(Beginning of SOURCE DATA)
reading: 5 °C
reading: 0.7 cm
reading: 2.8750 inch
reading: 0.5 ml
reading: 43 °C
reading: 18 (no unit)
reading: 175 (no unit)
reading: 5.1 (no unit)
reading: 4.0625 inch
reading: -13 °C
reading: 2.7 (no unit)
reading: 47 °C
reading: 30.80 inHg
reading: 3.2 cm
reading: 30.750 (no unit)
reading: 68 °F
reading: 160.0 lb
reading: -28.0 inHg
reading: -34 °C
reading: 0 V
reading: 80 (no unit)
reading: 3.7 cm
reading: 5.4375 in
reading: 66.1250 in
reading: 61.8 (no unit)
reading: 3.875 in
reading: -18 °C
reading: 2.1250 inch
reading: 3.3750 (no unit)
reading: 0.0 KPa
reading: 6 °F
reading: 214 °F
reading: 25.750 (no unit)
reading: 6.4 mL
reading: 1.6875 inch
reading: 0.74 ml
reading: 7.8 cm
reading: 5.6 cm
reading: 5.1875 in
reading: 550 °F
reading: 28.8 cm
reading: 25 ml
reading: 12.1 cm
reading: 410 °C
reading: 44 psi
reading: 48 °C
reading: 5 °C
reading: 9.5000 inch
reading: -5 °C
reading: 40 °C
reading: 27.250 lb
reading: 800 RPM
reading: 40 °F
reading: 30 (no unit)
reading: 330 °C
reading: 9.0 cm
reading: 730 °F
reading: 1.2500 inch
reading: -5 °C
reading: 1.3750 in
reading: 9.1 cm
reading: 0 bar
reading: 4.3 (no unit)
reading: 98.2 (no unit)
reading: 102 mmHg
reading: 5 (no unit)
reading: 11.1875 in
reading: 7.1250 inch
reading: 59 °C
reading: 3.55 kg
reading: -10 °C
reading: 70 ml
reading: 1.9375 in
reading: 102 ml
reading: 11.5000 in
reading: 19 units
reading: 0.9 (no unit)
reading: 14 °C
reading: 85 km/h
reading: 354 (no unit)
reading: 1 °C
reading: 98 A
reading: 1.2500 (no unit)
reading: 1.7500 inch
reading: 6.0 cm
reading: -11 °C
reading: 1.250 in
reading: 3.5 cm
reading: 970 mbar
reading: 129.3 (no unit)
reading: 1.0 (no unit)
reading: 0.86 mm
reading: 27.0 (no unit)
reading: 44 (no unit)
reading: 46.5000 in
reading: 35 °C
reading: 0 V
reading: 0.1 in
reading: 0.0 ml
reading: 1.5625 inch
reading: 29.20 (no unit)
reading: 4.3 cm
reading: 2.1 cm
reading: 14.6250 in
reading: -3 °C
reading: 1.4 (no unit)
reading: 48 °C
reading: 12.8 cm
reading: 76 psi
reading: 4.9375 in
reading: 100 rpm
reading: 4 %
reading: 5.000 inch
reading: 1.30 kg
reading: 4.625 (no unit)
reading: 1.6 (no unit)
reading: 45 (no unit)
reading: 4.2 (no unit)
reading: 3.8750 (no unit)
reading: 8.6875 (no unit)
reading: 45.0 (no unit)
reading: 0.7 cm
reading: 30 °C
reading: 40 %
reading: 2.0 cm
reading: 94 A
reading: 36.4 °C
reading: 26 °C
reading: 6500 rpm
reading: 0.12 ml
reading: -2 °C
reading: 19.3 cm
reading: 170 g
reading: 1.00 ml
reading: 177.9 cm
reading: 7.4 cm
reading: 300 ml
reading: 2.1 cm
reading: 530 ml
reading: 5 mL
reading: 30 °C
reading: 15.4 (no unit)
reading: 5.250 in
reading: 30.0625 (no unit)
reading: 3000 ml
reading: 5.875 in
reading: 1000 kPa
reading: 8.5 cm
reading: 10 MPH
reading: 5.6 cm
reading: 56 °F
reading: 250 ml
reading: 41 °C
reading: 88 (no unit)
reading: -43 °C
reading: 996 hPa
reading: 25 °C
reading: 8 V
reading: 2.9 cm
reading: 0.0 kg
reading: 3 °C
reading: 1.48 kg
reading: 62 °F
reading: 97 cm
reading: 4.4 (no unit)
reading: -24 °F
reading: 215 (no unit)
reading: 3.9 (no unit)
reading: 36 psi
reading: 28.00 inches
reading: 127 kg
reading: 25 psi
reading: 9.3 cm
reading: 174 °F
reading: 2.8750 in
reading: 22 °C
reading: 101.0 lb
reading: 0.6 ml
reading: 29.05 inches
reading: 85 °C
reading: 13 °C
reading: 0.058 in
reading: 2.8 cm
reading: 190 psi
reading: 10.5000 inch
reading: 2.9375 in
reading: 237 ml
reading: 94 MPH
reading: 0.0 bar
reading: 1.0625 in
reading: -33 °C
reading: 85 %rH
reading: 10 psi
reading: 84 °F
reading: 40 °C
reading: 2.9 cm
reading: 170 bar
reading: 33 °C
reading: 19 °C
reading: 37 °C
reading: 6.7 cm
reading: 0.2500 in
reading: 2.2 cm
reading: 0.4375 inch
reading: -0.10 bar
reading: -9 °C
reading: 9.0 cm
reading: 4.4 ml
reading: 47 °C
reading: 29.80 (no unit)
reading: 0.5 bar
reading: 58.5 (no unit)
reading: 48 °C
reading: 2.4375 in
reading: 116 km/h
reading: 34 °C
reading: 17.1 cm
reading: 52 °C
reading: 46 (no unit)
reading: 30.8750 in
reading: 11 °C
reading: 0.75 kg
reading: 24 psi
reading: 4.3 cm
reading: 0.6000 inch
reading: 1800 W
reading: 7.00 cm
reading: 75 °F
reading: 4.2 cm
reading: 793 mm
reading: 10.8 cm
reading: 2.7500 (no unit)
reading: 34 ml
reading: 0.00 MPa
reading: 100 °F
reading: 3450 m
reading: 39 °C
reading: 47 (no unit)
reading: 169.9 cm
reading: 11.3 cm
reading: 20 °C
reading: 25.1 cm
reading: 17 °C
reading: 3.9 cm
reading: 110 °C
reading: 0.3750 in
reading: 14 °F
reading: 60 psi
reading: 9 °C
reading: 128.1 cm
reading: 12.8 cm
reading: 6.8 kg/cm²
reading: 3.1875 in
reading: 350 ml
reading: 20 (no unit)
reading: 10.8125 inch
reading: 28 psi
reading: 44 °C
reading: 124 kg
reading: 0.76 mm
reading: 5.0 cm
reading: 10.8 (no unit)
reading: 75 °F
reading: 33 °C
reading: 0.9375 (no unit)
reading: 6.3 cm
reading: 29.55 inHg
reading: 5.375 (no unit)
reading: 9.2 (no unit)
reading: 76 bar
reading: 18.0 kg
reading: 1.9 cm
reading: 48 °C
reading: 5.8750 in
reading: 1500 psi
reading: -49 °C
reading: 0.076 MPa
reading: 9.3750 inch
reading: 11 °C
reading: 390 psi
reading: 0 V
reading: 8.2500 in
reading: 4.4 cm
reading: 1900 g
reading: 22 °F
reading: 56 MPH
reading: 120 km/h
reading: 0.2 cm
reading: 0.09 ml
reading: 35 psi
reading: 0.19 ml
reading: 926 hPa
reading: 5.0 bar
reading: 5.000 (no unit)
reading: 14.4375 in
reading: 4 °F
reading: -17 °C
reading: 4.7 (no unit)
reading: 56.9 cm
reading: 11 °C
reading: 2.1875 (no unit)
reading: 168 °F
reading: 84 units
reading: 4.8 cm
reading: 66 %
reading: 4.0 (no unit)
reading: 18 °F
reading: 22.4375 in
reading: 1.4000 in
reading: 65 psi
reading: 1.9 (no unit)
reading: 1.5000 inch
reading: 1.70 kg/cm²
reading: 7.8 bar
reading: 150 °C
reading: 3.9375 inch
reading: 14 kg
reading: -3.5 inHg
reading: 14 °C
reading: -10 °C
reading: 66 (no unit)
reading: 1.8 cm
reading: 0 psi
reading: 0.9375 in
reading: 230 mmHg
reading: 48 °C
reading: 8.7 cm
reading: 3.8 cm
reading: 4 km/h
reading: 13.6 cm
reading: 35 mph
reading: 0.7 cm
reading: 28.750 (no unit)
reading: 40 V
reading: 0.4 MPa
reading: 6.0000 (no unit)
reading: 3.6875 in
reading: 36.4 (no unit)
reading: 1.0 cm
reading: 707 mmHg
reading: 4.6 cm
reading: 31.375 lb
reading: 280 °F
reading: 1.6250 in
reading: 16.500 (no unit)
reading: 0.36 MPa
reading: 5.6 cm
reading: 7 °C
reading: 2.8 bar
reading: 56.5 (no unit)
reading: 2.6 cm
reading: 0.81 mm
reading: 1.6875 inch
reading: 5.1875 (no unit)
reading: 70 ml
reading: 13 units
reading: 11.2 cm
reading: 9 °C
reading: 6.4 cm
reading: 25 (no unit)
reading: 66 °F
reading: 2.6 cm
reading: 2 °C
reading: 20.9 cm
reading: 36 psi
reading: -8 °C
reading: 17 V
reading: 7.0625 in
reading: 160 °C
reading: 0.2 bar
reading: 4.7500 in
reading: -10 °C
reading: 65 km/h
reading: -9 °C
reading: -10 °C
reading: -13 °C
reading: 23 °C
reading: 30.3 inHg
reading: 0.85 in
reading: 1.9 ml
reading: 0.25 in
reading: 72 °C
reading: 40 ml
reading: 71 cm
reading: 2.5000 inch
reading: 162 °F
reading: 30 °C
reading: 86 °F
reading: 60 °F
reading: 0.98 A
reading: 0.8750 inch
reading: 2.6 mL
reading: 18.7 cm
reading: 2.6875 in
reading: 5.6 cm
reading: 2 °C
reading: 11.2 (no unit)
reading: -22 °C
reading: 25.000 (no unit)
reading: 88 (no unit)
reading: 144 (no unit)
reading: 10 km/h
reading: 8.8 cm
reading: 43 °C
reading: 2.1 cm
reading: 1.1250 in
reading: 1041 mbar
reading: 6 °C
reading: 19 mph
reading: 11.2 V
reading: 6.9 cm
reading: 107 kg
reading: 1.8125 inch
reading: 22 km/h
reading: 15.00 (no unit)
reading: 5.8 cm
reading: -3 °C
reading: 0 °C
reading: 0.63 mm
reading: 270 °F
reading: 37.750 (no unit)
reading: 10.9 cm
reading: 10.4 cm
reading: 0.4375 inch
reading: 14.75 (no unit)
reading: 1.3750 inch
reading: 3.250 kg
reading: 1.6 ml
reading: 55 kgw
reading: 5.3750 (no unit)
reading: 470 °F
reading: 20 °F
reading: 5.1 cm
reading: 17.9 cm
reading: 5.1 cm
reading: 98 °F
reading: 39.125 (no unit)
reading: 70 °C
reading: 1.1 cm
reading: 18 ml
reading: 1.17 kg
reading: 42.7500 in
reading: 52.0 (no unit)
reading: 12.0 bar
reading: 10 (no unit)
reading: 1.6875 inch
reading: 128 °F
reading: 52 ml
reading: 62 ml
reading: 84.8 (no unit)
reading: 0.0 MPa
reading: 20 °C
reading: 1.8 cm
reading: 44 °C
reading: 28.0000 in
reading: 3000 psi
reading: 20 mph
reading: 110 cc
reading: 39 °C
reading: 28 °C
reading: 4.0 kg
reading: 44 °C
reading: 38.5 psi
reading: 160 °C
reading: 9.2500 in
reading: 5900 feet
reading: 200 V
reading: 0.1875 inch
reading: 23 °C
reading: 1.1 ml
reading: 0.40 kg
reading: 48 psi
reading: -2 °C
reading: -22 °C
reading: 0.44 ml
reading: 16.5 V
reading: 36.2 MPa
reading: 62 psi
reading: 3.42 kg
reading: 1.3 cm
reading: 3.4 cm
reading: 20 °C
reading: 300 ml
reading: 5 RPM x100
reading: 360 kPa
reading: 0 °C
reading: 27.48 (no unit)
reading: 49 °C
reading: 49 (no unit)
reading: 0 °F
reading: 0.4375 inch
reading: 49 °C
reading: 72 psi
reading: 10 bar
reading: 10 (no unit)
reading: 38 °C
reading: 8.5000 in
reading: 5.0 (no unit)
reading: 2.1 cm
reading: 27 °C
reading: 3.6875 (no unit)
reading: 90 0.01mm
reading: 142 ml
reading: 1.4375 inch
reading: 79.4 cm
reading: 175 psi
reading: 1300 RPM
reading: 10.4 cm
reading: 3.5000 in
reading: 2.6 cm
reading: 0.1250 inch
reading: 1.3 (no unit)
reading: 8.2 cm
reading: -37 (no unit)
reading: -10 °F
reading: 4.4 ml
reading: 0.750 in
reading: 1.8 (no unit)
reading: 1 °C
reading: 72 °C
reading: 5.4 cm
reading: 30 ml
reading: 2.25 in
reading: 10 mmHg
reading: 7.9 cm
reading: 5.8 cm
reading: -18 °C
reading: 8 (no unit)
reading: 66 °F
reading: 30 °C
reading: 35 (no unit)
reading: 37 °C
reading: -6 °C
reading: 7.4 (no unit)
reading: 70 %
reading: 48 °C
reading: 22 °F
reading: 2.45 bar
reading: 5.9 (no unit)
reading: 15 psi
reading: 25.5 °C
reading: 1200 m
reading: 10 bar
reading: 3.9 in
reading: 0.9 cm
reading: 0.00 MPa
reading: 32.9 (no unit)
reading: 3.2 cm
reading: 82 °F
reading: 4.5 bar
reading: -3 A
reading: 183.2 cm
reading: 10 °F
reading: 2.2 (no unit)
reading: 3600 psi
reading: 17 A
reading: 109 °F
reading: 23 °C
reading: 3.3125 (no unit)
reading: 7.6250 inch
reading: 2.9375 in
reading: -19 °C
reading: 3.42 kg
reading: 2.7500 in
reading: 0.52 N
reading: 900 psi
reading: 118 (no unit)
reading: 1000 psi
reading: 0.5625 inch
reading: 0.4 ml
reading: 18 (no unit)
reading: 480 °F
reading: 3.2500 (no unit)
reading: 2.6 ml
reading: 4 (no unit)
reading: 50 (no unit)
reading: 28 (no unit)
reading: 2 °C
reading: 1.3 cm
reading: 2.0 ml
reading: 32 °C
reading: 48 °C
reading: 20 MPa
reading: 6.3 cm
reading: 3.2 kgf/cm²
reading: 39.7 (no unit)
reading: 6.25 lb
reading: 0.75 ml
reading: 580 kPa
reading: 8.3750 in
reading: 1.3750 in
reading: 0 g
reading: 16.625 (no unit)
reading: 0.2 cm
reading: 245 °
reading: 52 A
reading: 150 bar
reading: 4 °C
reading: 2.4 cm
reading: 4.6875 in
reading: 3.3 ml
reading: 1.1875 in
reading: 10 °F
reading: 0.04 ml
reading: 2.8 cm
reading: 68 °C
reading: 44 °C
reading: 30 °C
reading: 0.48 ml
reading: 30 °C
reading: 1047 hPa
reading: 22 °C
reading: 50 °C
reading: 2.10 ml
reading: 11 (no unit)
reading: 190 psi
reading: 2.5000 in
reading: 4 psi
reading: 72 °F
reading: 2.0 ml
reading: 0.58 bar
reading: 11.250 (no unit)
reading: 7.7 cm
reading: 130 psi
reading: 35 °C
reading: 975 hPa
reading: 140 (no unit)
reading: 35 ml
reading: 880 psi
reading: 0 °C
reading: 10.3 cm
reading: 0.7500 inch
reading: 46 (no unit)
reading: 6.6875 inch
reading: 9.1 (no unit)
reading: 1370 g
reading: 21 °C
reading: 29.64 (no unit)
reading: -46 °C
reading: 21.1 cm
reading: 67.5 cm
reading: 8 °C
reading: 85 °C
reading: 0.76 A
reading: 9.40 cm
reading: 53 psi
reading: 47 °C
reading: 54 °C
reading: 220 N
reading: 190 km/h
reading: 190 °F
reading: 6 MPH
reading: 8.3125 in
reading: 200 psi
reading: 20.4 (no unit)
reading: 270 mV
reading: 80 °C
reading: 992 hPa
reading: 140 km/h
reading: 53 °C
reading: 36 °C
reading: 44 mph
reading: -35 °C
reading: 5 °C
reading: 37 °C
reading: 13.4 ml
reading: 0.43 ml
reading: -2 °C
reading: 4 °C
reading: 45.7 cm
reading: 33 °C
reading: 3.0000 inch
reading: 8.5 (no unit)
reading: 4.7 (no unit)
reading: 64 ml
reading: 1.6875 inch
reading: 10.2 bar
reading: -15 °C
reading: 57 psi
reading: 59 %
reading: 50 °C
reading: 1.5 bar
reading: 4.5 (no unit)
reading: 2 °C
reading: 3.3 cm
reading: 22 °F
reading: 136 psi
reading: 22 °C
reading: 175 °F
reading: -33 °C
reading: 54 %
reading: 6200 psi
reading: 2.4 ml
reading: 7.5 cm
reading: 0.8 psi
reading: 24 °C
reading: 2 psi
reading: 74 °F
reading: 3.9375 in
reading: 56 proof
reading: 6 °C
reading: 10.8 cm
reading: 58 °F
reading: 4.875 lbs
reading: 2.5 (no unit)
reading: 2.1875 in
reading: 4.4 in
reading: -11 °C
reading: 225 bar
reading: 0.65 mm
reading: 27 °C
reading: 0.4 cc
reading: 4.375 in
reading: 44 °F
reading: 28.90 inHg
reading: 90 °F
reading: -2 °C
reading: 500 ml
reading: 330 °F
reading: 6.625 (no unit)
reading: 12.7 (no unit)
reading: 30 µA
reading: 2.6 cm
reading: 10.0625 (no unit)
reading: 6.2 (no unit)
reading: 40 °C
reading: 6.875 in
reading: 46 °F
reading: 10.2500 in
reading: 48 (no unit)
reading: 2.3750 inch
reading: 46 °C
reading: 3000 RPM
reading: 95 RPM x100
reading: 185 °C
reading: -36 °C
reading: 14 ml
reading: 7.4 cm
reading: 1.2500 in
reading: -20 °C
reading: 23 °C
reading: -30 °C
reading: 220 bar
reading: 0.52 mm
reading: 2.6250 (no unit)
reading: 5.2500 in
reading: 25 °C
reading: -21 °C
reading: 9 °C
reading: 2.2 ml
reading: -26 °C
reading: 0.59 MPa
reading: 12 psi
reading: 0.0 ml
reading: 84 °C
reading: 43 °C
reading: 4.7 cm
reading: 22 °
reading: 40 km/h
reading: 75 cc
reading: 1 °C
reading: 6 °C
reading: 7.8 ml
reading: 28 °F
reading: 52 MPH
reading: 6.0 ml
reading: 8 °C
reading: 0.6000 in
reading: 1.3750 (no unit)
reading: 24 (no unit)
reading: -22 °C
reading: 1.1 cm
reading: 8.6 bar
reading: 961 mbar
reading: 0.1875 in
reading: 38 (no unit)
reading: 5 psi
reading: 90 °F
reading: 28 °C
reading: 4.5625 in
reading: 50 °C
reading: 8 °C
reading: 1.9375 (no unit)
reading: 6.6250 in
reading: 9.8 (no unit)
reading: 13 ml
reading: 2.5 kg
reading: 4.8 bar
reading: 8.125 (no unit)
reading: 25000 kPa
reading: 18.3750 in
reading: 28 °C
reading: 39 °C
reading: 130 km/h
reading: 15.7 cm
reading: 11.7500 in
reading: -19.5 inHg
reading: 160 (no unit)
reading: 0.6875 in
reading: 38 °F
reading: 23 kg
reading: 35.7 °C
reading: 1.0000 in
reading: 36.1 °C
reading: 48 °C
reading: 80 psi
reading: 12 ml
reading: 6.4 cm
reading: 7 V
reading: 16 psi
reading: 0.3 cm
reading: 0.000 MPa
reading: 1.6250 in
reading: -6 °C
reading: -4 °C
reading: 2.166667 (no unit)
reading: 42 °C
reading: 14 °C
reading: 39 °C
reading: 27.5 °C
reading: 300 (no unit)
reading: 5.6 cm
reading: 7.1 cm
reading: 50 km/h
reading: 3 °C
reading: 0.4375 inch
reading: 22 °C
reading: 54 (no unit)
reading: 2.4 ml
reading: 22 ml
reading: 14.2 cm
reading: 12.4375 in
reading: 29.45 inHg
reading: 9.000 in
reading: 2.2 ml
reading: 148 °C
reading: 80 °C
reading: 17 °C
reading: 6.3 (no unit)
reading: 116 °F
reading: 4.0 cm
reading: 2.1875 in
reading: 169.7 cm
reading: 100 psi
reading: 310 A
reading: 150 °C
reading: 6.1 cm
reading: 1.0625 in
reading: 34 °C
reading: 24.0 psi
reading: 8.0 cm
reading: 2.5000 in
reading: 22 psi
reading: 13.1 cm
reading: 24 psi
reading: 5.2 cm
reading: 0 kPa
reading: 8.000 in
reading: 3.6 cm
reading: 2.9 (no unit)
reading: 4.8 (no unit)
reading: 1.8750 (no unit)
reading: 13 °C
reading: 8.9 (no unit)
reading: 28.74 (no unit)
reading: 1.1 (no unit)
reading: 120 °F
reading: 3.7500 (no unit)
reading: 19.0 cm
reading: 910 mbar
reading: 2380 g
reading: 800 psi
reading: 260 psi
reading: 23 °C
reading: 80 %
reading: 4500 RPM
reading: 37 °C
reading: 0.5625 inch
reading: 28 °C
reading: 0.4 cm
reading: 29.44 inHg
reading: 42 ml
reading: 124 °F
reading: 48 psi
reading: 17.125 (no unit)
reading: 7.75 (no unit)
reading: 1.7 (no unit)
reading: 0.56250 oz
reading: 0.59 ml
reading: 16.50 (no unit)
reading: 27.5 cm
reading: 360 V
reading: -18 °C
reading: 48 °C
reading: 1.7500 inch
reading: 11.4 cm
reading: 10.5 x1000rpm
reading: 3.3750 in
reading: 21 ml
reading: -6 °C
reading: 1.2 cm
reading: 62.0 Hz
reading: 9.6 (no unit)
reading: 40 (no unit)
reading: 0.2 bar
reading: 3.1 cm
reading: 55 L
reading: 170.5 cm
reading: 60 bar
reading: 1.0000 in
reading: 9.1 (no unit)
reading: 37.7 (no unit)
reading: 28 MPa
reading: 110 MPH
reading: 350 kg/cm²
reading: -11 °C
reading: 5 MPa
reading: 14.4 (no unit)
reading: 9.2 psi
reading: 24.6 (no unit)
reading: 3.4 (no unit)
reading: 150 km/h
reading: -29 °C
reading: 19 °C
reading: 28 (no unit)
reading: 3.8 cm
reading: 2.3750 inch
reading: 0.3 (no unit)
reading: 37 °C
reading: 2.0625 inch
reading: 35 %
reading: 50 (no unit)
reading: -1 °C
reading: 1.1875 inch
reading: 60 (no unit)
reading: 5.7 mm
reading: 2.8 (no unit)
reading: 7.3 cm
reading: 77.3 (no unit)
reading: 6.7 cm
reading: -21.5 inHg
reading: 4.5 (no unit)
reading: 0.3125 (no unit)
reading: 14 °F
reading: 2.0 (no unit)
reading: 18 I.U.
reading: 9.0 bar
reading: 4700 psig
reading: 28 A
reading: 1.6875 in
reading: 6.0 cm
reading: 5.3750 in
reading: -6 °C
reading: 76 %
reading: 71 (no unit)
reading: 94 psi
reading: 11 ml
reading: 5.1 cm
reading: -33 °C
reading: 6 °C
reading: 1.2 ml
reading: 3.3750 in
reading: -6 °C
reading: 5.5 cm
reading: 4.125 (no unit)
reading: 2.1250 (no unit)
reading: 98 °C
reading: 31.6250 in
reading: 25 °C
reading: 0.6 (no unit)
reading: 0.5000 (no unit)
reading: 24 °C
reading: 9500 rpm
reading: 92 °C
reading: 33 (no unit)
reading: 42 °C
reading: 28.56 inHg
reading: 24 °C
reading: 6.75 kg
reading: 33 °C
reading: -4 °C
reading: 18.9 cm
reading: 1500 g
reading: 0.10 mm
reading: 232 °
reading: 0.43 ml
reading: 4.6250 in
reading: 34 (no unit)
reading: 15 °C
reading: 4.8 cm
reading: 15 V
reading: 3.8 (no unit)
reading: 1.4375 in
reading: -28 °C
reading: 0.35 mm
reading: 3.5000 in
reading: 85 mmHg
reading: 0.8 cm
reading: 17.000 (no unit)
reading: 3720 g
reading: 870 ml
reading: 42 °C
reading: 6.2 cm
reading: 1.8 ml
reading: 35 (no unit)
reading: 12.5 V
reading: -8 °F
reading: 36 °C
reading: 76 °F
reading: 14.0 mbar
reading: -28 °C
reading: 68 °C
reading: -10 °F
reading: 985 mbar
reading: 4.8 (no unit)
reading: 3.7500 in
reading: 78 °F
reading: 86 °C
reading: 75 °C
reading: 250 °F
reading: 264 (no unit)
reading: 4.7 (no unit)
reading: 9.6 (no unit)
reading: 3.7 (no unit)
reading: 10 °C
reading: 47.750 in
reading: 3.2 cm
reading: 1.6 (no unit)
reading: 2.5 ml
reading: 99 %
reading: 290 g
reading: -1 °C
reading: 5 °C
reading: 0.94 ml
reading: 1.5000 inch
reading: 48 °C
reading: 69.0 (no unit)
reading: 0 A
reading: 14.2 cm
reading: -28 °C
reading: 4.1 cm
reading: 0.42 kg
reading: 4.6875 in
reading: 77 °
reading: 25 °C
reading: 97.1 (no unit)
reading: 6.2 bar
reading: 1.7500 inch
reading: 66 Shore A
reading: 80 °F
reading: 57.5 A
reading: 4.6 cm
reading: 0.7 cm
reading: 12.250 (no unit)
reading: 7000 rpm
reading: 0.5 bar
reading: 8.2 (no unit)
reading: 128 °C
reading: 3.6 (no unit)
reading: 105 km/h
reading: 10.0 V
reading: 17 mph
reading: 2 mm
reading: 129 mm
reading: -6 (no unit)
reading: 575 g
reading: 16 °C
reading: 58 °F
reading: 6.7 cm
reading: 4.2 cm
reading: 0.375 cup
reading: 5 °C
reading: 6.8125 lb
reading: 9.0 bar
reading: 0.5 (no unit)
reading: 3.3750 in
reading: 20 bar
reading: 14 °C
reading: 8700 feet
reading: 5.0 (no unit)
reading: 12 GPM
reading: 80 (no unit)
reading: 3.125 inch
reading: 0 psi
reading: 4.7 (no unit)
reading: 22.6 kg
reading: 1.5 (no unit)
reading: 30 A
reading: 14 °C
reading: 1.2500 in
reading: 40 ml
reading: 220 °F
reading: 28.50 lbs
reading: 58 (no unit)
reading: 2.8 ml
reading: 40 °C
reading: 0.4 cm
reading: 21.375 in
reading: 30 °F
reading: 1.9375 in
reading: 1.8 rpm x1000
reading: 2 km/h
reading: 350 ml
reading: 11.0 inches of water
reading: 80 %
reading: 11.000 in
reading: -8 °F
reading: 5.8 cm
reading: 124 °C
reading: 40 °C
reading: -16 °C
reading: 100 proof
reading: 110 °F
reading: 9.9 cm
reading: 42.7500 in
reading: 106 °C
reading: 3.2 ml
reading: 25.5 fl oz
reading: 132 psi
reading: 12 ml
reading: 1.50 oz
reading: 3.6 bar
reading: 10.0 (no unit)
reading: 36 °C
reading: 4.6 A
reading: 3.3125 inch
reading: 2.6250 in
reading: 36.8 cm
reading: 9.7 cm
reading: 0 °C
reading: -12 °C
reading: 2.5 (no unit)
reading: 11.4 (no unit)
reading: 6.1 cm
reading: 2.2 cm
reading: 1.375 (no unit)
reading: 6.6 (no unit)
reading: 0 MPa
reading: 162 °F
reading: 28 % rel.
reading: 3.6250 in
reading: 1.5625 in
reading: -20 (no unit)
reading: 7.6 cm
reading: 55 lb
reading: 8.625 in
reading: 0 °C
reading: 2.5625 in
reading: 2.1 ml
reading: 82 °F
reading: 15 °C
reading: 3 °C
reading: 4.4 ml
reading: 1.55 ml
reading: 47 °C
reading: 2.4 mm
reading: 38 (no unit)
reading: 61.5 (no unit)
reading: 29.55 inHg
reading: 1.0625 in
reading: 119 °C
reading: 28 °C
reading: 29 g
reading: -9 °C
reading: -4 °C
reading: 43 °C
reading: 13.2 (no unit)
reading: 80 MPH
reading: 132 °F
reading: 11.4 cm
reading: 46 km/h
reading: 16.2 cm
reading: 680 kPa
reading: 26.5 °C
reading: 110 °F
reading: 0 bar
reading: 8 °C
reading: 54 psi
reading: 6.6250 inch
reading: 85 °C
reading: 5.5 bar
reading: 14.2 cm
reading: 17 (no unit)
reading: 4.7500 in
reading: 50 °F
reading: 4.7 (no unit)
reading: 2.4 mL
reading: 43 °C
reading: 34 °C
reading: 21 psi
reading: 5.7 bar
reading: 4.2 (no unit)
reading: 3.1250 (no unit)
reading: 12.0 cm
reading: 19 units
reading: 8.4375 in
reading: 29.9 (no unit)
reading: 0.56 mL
(End of SOURCE DATA)
▸ EXERCISE DIRECTIONS: Transcribe verbatim. Cover the lines from the first line of the entries above to the line containing "reading: 160.0 lb", inclusive.

▸ ANSWER TO THIS EXERCISE:
reading: 5 °C
reading: 0.7 cm
reading: 2.8750 inch
reading: 0.5 ml
reading: 43 °C
reading: 18 (no unit)
reading: 175 (no unit)
reading: 5.1 (no unit)
reading: 4.0625 inch
reading: -13 °C
reading: 2.7 (no unit)
reading: 47 °C
reading: 30.80 inHg
reading: 3.2 cm
reading: 30.750 (no unit)
reading: 68 °F
reading: 160.0 lb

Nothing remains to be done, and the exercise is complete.